Neutral Fitness Landscape in the Cellular Automata Majority Problem
S\'ebastien Verel (I3S), Philippe Collard (I3S), Marco Tomassini, (ISI), Leonardo Vanneschi (ISI)

TL;DR
This paper analyzes the complex fitness landscape of the cellular automata majority problem, revealing high neutrality and identifying a key subspace called the 'Olympus' where optimal solutions tend to concentrate.
Contribution
It provides a detailed characterization of the fitness landscape, highlighting the role of neutrality and introducing the 'Olympus' subspace as a focus for solution concentration.
Findings
High neutrality in the fitness landscape explains search difficulty.
The 'Olympus' subspace contains most good solutions.
Quantitative measures characterize the 'Olympus' and landscape complexity.
Abstract
We study in detail the fitness landscape of a difficult cellular automata computational task: the majority problem. Our results show why this problem landscape is so hard to search, and we quantify the large degree of neutrality found in various ways. We show that a particular subspace of the solution space, called the "Olympus", is where good solutions concentrate, and give measures to quantitatively characterize this subspace.
Peer Reviews
No public reviews on file for this paper yet. If you reviewed it on a platform where reviews are public (OpenReview, ICLR, NeurIPS, ICML), you can paste yours below so the community can read it here.
Videos
No videos yet. Explain this paper in a talk, walkthrough, or lecture? Add one.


## TO DO
The records that follow must all be duplicated exactly.

───── DATA IN THIS EXERCISE ─────

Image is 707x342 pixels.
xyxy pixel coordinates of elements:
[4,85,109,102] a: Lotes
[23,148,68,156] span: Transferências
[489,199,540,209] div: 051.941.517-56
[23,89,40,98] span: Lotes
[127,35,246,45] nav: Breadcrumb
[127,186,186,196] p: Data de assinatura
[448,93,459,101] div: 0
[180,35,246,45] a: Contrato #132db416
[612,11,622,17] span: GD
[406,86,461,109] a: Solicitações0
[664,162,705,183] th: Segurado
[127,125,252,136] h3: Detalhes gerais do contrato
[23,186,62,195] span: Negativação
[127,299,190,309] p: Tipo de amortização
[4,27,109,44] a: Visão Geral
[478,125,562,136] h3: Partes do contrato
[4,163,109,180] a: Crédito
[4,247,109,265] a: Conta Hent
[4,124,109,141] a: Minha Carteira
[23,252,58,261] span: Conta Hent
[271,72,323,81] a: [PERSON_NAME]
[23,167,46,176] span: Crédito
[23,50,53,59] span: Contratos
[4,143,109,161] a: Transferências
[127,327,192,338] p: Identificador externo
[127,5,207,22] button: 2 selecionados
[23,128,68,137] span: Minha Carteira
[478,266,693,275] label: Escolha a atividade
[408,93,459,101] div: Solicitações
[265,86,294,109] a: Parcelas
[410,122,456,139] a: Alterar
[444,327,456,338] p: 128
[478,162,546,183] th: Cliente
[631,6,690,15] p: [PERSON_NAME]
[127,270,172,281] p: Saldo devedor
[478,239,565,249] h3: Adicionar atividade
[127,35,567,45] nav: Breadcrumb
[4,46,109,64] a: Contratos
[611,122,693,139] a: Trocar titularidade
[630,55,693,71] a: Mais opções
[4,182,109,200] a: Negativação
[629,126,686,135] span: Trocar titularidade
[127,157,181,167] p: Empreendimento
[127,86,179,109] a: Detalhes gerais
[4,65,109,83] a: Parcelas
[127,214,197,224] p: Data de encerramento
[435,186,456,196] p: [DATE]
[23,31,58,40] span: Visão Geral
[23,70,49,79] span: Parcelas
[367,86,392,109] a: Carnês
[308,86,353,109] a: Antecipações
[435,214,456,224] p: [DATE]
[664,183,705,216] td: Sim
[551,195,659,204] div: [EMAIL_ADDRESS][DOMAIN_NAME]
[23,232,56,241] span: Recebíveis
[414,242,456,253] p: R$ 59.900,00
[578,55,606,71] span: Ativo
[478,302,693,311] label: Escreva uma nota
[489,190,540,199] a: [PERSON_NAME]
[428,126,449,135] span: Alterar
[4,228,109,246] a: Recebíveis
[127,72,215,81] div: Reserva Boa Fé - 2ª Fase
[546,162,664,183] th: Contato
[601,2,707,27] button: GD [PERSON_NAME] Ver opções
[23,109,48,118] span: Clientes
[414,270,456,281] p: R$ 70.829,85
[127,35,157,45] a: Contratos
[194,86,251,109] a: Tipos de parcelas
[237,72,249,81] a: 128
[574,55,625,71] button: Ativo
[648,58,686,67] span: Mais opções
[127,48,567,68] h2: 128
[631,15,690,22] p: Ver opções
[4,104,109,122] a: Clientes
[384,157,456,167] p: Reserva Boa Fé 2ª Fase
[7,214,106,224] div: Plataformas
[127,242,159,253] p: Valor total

─────

## WRITTEN REPLY
Image is 707x342 pixels.
xyxy pixel coordinates of elements:
[4,85,109,102] a: Lotes
[23,148,68,156] span: Transferências
[489,199,540,209] div: 051.941.517-56
[23,89,40,98] span: Lotes
[127,35,246,45] nav: Breadcrumb
[127,186,186,196] p: Data de assinatura
[448,93,459,101] div: 0
[180,35,246,45] a: Contrato #132db416
[612,11,622,17] span: GD
[406,86,461,109] a: Solicitações0
[664,162,705,183] th: Segurado
[127,125,252,136] h3: Detalhes gerais do contrato
[23,186,62,195] span: Negativação
[127,299,190,309] p: Tipo de amortização
[4,27,109,44] a: Visão Geral
[478,125,562,136] h3: Partes do contrato
[4,163,109,180] a: Crédito
[4,247,109,265] a: Conta Hent
[4,124,109,141] a: Minha Carteira
[23,252,58,261] span: Conta Hent
[271,72,323,81] a: [PERSON_NAME]
[23,167,46,176] span: Crédito
[23,50,53,59] span: Contratos
[4,143,109,161] a: Transferências
[127,327,192,338] p: Identificador externo
[127,5,207,22] button: 2 selecionados
[23,128,68,137] span: Minha Carteira
[478,266,693,275] label: Escolha a atividade
[408,93,459,101] div: Solicitações
[265,86,294,109] a: Parcelas
[410,122,456,139] a: Alterar
[444,327,456,338] p: 128
[478,162,546,183] th: Cliente
[631,6,690,15] p: [PERSON_NAME]
[127,270,172,281] p: Saldo devedor
[478,239,565,249] h3: Adicionar atividade
[127,35,567,45] nav: Breadcrumb
[4,46,109,64] a: Contratos
[611,122,693,139] a: Trocar titularidade
[630,55,693,71] a: Mais opções
[4,182,109,200] a: Negativação
[629,126,686,135] span: Trocar titularidade
[127,157,181,167] p: Empreendimento
[127,86,179,109] a: Detalhes gerais
[4,65,109,83] a: Parcelas
[127,214,197,224] p: Data de encerramento
[435,186,456,196] p: [DATE]
[23,31,58,40] span: Visão Geral
[23,70,49,79] span: Parcelas
[367,86,392,109] a: Carnês
[308,86,353,109] a: Antecipações
[435,214,456,224] p: [DATE]
[664,183,705,216] td: Sim
[551,195,659,204] div: [EMAIL_ADDRESS][DOMAIN_NAME]
[23,232,56,241] span: Recebíveis
[414,242,456,253] p: R$ 59.900,00
[578,55,606,71] span: Ativo
[478,302,693,311] label: Escreva uma nota
[489,190,540,199] a: [PERSON_NAME]
[428,126,449,135] span: Alterar
[4,228,109,246] a: Recebíveis
[127,72,215,81] div: Reserva Boa Fé - 2ª Fase
[546,162,664,183] th: Contato
[601,2,707,27] button: GD [PERSON_NAME] Ver opções
[23,109,48,118] span: Clientes
[414,270,456,281] p: R$ 70.829,85
[127,35,157,45] a: Contratos
[194,86,251,109] a: Tipos de parcelas
[237,72,249,81] a: 128
[574,55,625,71] button: Ativo
[648,58,686,67] span: Mais opções
[127,48,567,68] h2: 128
[631,15,690,22] p: Ver opções
[4,104,109,122] a: Clientes
[384,157,456,167] p: Reserva Boa Fé 2ª Fase
[7,214,106,224] div: Plataformas
[127,242,159,253] p: Valor total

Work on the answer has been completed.